Gaither Troutman Pope
Painter Gaither Troutman Pope is best known for his landscapes of Louisiana's prairies and dark swamps influenced by nineteenth-century Luminist painters.
Gaither Troutman Pope’s contemporary paintings of the Louisiana landscape do not employ the characteristic realism commonly found in works by Victorian painters. Instead, his depictions of watery prairies and dark swamps are intuitive and as devoted to light as those of nineteenth-century Luminist painters.
Born on July 27, 1953, in Jackson, Mississippi, Pope resides in Baton Rouge and teaches drawing and painting at Nicholls State University in Thibodaux. “As Baton Rouge is to Louisiana, Jackson is the pivotal line between northern and southern Mississippi,” Pope wrote in 2011. “In all of my years in Mississippi, I was always attracted to the southern part of the state, especially the coastal region with its salt marshes and swamps, its barrier islands, and bay area, so remote in comparison to other coastal areas in the Southeast U.S. where tourists flock to each year. As a young man, while in the employ of an architectural/engineering firm in Jackson, I spent much time on a survey crew in the Waveland and Bay St. Louis area of the coast and it was at this time that I became fully entrenched in the magic of the region. By ‘magic,’ I truly mean a sort of mystical energy that exists in this region that is, for me, very palatable. It has been this sense of mystery that has drawn me ever more south throughout my adult life. When I began living in Baton Rouge as a graduate student at LSU in the early ‘90s, I knew then that I would be very reluctant to leave after grad school. I never did leave.”
With degrees in art from Tougaloo College in Jackson and a master of fine arts from Louisiana State University, where he studied under Robert Warrens, Michael Crespo, Melody Guichet, Robert Hausey, Christopher Johns, and Edward Pramuk, Pope says the artists who had the most influence on his work were the nineteenth-century American painters known as the Luminists, and others later in the century such as Ralph Blakelock and George Inness. “The appeal of these artists to me is not formal alone,” he once wrote, “nor is their subject matter exclusively what draws me to them; there is also a sense of a sort of spiritual connection to them. They worked in relative isolation and they used the elements of their respective terrain to impart the emotive qualities symbolized by the land. While I don’t (and can’t) attempt to effect the temperament of a nineteenth century painter in my work, I still believe their approach to the landscape has validity in our time, especially here in Louisiana where so much of our collective perspective on the world is keyed to our relationship with the land.”
Pope describes his paintings as “grounded in landscape and landscape elements, flora and fauna.” He explained, “I try to use the land in a way that is not entirely narrative, yet does suggest narrative, metaphor, and, occasionally, allegory. While I am versed in the symbols used by my nineteenth-century American predecessors, I know these are lost upon a contemporary audience. However, I am not averse to creating my own personal symbols, minus any universally understood meanings. Again, I may make suggestions, but not pronouncements, through my work.”
Pope loves to play with space by dividing the canvas into sections. Each section may or may not include imagery that relates to the other. These divided canvases are like pages in a book or magazine and date back to his days working as a printer in Mississippi. Yet unlike the progressive storyline in a book or magazine article, Pope says he “never tries to tell stories.” Images in his paintings, such as birds and a piano, are recognizable but are not set into a narrative. These images are often drawn from memory of things that he has seen or places he has been.
At times, Pope does small preliminary drawings or takes photographs as field notes for later use in the studio, but he does not paint directly from those studies or photographs. They are starting points for whatever rises in his imagination as he paints. When he doesn’t do preliminary drawings, he goes directly to the painting surface, usually a wood panel, and paints in shapes, lines, and zones. The painting evolves slowly as he adds imagery. “
Pope’s paintings are in the collections of several private and corporate collectors, including famed New Orleans jewelry designer Mignon Faget; Butler and Snow, Attorneys at Law, in Gulfport, Mississippi; New Orleans law firms McGlinchey, Stafford; Plauche, Masselli, and Parkerson; Taylor, Wellons, Politz, and Duhe; and Iberia Bank in New Iberia, Louisiana.
In 1996 Pope’s paintings were included in the New Orleans Contemporary Arts Center’s twentieth anniversary show. That same year, his work took first place in a statewide competition at the Louisiana Arts and Science Center’s Project Harmony.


TASK DETAILS: Using the listing below, return every line that includes "slice".

PROVIDED MATERIAL:
Segment Open

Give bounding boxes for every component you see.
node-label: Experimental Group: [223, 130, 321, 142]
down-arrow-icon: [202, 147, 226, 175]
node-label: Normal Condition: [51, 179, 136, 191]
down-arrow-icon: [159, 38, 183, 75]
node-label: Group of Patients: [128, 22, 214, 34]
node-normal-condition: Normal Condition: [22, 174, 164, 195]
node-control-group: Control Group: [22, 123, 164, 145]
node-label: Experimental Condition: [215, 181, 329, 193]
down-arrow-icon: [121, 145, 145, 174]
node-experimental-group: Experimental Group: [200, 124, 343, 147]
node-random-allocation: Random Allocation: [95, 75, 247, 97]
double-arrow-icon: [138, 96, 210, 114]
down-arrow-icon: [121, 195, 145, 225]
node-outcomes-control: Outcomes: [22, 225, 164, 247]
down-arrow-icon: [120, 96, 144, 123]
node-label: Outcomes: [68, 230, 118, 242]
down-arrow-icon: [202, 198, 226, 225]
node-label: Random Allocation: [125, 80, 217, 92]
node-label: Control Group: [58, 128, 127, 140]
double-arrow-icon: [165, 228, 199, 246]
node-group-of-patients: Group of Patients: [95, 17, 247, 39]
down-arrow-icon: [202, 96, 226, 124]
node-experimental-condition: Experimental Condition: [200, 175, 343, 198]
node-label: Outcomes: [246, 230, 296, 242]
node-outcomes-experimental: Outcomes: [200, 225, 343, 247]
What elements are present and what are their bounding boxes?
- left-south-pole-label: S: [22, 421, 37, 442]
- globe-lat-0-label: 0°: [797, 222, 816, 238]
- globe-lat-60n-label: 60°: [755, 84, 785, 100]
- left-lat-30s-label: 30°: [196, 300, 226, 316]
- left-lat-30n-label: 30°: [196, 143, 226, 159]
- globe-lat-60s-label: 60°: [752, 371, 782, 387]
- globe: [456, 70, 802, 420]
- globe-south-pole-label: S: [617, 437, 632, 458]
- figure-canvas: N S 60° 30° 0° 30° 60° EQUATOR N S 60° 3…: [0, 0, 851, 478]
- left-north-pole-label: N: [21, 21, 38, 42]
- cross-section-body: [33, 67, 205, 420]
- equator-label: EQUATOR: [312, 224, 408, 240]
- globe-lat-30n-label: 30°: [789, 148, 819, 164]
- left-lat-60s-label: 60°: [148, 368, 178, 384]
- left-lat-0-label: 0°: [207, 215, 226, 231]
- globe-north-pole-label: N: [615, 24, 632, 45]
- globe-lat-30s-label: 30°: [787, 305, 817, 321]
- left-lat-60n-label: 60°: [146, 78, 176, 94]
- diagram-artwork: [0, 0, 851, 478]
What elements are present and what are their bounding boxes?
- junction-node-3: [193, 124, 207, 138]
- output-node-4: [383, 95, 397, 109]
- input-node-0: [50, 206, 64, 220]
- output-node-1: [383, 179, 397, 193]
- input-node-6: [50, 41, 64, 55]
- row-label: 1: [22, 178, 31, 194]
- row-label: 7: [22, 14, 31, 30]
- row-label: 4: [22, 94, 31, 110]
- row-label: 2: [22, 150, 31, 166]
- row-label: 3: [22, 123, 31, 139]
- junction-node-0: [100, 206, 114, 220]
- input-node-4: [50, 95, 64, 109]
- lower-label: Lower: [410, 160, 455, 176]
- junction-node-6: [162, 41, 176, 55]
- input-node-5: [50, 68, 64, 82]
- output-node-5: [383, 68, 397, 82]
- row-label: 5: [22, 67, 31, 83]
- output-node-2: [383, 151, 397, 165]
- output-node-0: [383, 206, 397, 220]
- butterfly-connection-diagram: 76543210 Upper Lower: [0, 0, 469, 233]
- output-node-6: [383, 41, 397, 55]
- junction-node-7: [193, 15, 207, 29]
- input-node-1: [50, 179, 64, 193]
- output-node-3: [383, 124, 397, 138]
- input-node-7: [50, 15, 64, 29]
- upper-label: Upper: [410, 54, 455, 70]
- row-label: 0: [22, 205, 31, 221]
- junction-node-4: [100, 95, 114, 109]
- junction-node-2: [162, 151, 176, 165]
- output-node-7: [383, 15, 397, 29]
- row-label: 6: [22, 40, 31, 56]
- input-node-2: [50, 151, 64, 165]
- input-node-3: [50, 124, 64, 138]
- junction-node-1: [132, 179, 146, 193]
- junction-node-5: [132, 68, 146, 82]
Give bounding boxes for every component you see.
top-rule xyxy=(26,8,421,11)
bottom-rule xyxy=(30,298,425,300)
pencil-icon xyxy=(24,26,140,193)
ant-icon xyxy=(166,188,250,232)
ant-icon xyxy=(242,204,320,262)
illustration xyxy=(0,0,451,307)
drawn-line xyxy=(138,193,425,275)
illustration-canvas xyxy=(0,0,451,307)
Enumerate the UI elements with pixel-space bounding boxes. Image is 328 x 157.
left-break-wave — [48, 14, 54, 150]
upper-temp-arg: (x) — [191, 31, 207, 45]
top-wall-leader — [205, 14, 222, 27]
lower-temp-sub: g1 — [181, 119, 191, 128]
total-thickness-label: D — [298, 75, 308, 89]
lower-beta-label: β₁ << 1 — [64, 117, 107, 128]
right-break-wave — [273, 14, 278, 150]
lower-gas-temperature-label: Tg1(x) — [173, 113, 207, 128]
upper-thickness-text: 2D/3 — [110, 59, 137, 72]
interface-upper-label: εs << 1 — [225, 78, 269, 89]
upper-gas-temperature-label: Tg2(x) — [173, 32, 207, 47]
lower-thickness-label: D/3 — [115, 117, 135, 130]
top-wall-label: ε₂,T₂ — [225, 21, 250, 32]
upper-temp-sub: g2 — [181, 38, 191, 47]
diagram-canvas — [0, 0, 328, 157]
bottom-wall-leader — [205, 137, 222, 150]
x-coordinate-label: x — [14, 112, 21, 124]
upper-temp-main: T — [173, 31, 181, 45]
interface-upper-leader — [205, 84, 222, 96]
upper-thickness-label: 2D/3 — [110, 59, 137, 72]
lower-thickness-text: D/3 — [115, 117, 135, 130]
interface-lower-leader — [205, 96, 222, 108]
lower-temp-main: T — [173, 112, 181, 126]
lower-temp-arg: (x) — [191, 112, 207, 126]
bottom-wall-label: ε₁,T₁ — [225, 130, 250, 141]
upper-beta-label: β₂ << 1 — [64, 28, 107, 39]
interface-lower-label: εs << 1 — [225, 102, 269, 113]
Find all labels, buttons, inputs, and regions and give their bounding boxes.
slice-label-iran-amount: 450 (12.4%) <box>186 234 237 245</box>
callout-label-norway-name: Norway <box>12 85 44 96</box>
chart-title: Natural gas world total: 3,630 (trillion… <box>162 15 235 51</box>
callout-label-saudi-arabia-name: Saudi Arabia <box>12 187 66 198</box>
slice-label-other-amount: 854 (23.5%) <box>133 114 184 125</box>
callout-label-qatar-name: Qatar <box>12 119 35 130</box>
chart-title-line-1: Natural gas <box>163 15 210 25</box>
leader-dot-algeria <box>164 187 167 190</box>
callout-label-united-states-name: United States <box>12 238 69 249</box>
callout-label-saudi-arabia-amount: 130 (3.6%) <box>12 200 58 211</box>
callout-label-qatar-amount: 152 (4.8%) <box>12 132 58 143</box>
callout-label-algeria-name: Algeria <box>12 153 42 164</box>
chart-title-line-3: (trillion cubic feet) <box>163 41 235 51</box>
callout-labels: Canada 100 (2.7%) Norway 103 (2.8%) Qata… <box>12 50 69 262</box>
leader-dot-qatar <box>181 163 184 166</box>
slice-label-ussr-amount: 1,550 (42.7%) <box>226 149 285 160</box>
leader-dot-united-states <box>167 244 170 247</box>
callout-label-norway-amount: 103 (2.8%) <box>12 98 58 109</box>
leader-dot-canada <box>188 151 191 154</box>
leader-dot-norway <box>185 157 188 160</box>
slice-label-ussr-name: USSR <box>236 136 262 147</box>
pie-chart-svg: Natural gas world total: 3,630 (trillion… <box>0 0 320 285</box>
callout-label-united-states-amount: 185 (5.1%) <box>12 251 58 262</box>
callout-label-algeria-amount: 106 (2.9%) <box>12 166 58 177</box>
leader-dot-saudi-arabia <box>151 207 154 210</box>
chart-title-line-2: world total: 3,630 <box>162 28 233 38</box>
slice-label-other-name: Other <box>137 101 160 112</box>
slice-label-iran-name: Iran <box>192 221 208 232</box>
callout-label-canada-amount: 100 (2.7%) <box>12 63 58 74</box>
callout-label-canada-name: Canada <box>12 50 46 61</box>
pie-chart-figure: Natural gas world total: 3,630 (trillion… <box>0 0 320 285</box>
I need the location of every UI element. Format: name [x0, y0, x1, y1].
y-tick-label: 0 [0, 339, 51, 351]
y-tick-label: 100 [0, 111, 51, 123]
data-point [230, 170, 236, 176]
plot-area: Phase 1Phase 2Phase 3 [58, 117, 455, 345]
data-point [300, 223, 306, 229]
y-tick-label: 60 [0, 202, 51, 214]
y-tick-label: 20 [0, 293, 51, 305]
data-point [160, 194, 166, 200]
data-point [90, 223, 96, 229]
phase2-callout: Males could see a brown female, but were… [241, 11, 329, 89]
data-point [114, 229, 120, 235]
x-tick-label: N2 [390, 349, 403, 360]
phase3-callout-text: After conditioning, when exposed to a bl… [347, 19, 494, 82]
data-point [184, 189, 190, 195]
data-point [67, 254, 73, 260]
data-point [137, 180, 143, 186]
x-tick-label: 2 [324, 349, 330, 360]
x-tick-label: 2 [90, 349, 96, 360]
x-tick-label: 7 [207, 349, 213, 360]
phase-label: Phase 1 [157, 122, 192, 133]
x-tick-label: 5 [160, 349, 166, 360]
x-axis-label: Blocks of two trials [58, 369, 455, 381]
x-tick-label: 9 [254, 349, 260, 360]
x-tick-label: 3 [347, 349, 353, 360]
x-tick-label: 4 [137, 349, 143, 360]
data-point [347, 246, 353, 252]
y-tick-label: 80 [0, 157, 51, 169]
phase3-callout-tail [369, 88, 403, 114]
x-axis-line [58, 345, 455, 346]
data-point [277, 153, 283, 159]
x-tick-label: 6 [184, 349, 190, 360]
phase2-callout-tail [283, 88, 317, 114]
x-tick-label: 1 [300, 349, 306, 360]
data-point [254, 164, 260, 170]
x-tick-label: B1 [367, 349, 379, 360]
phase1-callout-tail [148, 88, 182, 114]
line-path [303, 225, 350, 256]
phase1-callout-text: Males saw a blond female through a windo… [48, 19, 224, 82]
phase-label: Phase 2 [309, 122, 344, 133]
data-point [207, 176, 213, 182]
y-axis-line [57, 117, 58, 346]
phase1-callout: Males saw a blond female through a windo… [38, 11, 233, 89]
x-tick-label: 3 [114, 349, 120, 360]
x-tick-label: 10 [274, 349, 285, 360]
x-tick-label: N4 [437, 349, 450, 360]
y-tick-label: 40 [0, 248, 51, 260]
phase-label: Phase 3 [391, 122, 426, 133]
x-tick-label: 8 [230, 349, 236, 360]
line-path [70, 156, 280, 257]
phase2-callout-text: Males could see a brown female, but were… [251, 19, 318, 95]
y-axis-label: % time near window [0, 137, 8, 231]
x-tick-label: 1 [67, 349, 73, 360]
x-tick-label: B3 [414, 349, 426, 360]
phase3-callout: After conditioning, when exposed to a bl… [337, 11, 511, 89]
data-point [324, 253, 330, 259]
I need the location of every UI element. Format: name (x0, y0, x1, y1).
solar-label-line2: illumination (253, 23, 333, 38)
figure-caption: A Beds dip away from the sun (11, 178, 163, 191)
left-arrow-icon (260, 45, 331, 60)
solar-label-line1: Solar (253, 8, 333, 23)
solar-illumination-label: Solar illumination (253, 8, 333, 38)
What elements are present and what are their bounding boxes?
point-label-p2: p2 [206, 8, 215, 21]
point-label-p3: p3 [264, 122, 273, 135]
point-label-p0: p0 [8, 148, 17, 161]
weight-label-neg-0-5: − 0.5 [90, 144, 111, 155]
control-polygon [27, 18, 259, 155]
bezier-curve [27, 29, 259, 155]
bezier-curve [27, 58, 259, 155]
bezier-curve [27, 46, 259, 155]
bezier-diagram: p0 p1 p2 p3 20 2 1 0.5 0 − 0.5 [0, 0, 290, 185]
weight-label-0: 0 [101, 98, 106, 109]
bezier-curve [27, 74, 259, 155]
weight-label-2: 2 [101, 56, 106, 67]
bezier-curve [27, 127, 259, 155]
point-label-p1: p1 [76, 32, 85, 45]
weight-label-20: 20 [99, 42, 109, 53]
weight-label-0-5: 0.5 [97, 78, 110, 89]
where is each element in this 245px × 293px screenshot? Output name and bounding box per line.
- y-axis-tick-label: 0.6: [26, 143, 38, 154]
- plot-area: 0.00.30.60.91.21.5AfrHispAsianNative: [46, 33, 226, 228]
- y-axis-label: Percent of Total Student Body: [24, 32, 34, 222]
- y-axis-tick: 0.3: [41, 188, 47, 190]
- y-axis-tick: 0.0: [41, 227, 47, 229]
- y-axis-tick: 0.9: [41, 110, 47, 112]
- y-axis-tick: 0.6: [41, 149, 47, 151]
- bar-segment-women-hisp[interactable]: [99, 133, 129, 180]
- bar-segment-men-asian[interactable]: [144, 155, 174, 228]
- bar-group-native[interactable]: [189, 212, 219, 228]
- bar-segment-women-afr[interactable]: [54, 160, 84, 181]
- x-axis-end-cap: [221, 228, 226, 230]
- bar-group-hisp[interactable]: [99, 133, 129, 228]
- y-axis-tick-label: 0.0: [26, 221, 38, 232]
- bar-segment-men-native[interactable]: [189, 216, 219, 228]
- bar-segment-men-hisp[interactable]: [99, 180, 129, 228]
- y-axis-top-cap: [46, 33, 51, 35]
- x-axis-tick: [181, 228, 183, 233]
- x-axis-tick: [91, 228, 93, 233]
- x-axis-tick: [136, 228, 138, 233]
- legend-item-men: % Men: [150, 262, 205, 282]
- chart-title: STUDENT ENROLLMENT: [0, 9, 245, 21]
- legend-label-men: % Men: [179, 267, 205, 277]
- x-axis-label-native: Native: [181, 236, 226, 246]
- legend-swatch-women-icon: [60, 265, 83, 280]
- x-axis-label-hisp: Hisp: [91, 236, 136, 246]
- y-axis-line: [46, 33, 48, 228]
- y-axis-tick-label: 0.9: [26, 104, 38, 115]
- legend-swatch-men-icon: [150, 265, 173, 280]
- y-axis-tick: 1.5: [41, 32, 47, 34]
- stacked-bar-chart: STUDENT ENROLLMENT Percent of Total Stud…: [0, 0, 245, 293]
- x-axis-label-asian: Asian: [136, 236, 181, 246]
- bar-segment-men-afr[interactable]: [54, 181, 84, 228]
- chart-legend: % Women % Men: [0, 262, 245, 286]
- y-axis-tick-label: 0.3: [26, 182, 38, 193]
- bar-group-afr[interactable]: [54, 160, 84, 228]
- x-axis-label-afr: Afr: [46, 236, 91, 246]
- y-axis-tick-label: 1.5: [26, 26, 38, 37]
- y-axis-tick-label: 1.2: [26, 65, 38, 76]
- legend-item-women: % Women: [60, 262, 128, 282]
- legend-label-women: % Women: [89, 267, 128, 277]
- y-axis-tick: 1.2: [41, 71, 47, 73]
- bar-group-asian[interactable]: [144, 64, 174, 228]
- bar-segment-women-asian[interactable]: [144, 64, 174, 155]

Segment Closed

YOUR RESPONSE:
slice-label-iran-amount: 450 (12.4%) <box>186 234 237 245</box>
slice-label-other-amount: 854 (23.5%) <box>133 114 184 125</box>
slice-label-ussr-amount: 1,550 (42.7%) <box>226 149 285 160</box>
slice-label-ussr-name: USSR <box>236 136 262 147</box>
slice-label-other-name: Other <box>137 101 160 112</box>
slice-label-iran-name: Iran <box>192 221 208 232</box>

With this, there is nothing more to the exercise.